3288 - A note on the history of massacres for the special correspondent of Morning Post (Constantinople, December 5, 1918)
N. Lygeros
Translated from French by M. Theodosiadou
The purpose of the massacres of Greeks organized by the Turks and the Germans, like those of the Armenians, was the extermination of a race.
On the pretext of seeking refuge for the Turks who had been forced out of Europe after the Balkan wars, 250 000 Greeks were expelled.
While pre-war persecutions aimed at the expulsion of the Greeks of Thrace and Asia Minor, those of the second period were undertaken to exterminate the Hellenic race in Turkey.
In April 1914, von Jagow justified these persecutions by declaring that every Greek citizen in Turkey was a representative of panhellenism, and therefore constituted a danger to the country.
German agencies, like the German Bank of Palestine were engaged in a violent propaganda, pushing the Muslims into the hatred towards Christians.
The Treaties of Adrianople in June 1915 between Turkey and Bulgaria:
1) Creation of a Turkish-Bulgarian commercial union as a corollary to the political union.
2) Wrest control of the commerce of the east from the Greeks.
3) Establishment of Muslim agencies addressed to the Muslims only, in order to break off business relations with Greeks.
4) Reduction of the Patriarchate’s privileges.
5) Defence of the teaching of the Greek language in the future.
7) Forced conversions of the population of Christian groupings to Islam, imposition of mixed marriages.
Methods of persecutions:
1) Abolition of privileges
2) Enlistment of Greeks
3) Contributions and requisitions
4) Forced conversions to Islam
5) Deportations
6) Assassinations
Christians were incorporated in the workers’ battalions and sent into the interior. Those who formed part of them, were reduced to a skeleton state, both by the burning plains of Mesopotamia and the icy mountains of Caucasus. They were dying by millions. Entire battalions succumbed to typhus or cholera. Many were those who were massacred by the Turkish guards who were tired of watching over them. A trustworthy informant says to me that 150.000 Greeks enlisted in these battalions, perished.
Approximately 250.000 Greeks of Thrace and of the coasts of Asia Minor fled to Greece, of which 40.000 served in the Greek army in Macedonia.
Due to 300 desertions in the district of Kerasounta, 88 villages were razed to the ground in three months. Approximately 30.000 inhabitants, mainly women and children, were made to walk to Ankara in mid-winter, without having the right to take a single object with them. One quarter died on the way.
In December 1914, the town of Aivali was encircled by the Turks. All men were arrested, while their wives and daughters were raped.
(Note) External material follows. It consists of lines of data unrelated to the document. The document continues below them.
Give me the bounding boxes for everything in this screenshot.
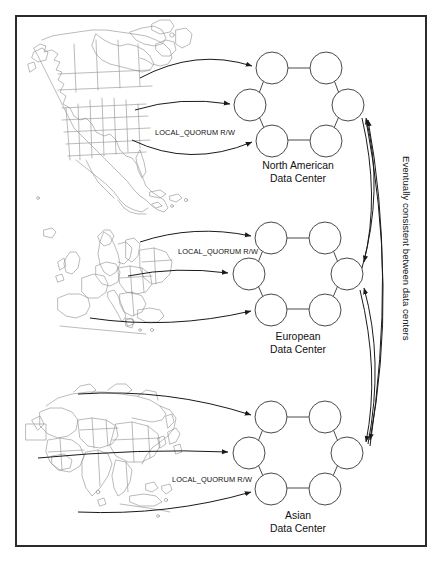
dc-name-line1: European <box>248 331 348 344</box>
client-arrows-asia <box>38 393 251 513</box>
ring-europe <box>233 222 363 326</box>
ring-north-america <box>234 52 364 157</box>
datacenter-label-north-america: North American Data Center <box>248 160 348 185</box>
diagram-canvas: LOCAL_QUORUM R/W North American Data Cen… <box>0 0 445 566</box>
dc-name-line2: Data Center <box>248 344 348 357</box>
ring-asia <box>233 401 363 505</box>
local-quorum-label-europe: LOCAL_QUORUM R/W <box>178 247 258 256</box>
dc-name-line1: Asian <box>248 510 348 523</box>
dc-name-line2: Data Center <box>248 523 348 536</box>
dc-name-line2: Data Center <box>248 173 348 186</box>
datacenter-label-asia: Asian Data Center <box>248 510 348 535</box>
replication-arrows <box>360 118 383 446</box>
client-arrows-europe <box>90 231 251 322</box>
dc-name-line1: North American <box>248 160 348 173</box>
local-quorum-label-north-america: LOCAL_QUORUM R/W <box>155 128 235 137</box>
replication-consistency-label: Eventually consistent between data cente… <box>401 156 412 341</box>
datacenter-label-europe: European Data Center <box>248 331 348 356</box>
local-quorum-label-asia: LOCAL_QUORUM R/W <box>172 475 252 484</box>
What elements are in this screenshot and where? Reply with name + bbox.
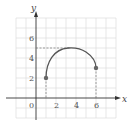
endpoint-start-dot [44,76,48,80]
axes [6,11,121,120]
endpoint-end-dot [94,66,98,70]
x-tick-4: 4 [74,101,79,110]
y-tick-2: 2 [29,74,34,83]
x-tick-6: 6 [94,101,99,110]
origin-label: 0 [29,101,34,110]
function-graph: y x 0 2 4 6 2 4 6 [0,0,128,129]
x-tick-2: 2 [54,101,59,110]
x-axis-arrow-icon [115,96,121,100]
function-curve [46,48,96,78]
y-tick-6: 6 [29,34,34,43]
y-axis-label: y [30,3,37,13]
y-tick-4: 4 [29,54,34,63]
x-axis-label: x [122,94,127,104]
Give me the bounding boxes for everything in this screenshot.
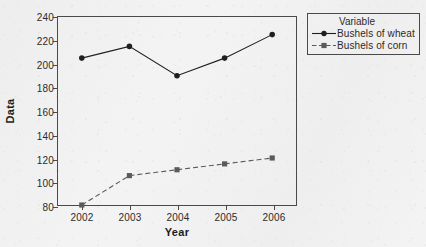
data-point-marker[interactable]: [174, 167, 179, 172]
y-tick-label: 200: [37, 59, 54, 70]
data-point-marker[interactable]: [79, 202, 84, 207]
legend-item-wheat[interactable]: Bushels of wheat: [311, 28, 416, 39]
x-tick-label: 2003: [118, 212, 141, 223]
data-point-marker[interactable]: [270, 155, 275, 160]
plot-area: 24022020018016014012010080 2002200320042…: [57, 16, 297, 206]
legend-title: Variable: [339, 16, 416, 27]
data-point-marker[interactable]: [222, 161, 227, 166]
y-tick-label: 80: [42, 202, 54, 213]
legend-label-corn: Bushels of corn: [337, 40, 407, 51]
y-tick-label: 180: [37, 83, 54, 94]
x-axis-title: Year: [165, 226, 189, 238]
plot-series-layer: [58, 17, 296, 205]
x-tick-label: 2006: [262, 212, 285, 223]
data-point-marker[interactable]: [174, 73, 180, 79]
legend: Variable Bushels of wheat Bushels of cor…: [307, 13, 420, 55]
y-tick-label: 220: [37, 35, 54, 46]
data-point-marker[interactable]: [222, 55, 228, 61]
data-point-marker[interactable]: [127, 44, 133, 50]
y-tick-label: 140: [37, 130, 54, 141]
series-line-bushels-of-corn: [82, 158, 272, 205]
x-tick-label: 2005: [214, 212, 237, 223]
legend-item-corn[interactable]: Bushels of corn: [311, 40, 416, 51]
x-tick-mark: [178, 205, 179, 210]
y-axis-title: Data: [4, 98, 16, 123]
chart-screenshot: Data 24022020018016014012010080 20022003…: [0, 0, 426, 247]
data-point-marker[interactable]: [127, 173, 132, 178]
x-tick-mark: [226, 205, 227, 210]
legend-symbol-dashed-square-icon: [311, 40, 337, 51]
legend-label-wheat: Bushels of wheat: [337, 28, 415, 39]
y-tick-label: 240: [37, 12, 54, 23]
y-tick-label: 100: [37, 178, 54, 189]
x-tick-mark: [130, 205, 131, 210]
y-tick-label: 160: [37, 107, 54, 118]
legend-symbol-solid-circle-icon: [311, 28, 337, 39]
x-tick-label: 2002: [70, 212, 93, 223]
series-line-bushels-of-wheat: [82, 35, 272, 76]
data-point-marker[interactable]: [79, 55, 85, 61]
y-tick-label: 120: [37, 154, 54, 165]
x-tick-mark: [274, 205, 275, 210]
data-point-marker[interactable]: [269, 32, 275, 38]
x-tick-label: 2004: [166, 212, 189, 223]
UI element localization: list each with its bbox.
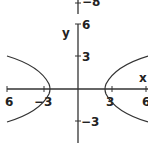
top-fragment-label: −8 [82, 0, 100, 9]
y-tick-label-3: 3 [82, 50, 90, 64]
hyperbola-plot: −8 6 3 −3 y 6 −3 3 6 x [0, 0, 148, 143]
x-tick-label-6: 6 [142, 95, 148, 109]
x-tick-label-neg6: 6 [5, 95, 13, 109]
y-tick-label-neg3: −3 [81, 115, 99, 129]
y-tick-label-6: 6 [82, 18, 90, 32]
x-axis-label: x [139, 71, 147, 85]
y-axis-label: y [62, 26, 70, 40]
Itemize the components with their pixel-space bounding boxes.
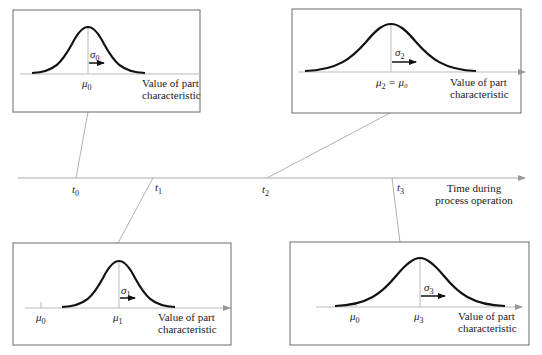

These mass deportations were decided by the Committee at the beginning of 1915. According to a very moderate estimate, the number of the deportees comes up to 450.000.
Rafet Pasha, ex-governor of Bitlis was sent to Samsun with the strict order to become the curse for the Greeks. He has fully accomplished his mission.
More than 150.000 were deported from this district and that of Trebizond. Fearing the fate of the Armenians, hundreds of girls committed suicide falling into the rivers. In the province of Samsun, 108 villages were entirely evacuated and burned.
In summary, there is the certainty that 450.000 Greeks were deported and died, 150.000 were enlisted in the workers’ battalions and died, 250 000 fled from Asia Minor and Thrace to Greece and 350.000 were deported after the Balkan wars, before the Great War.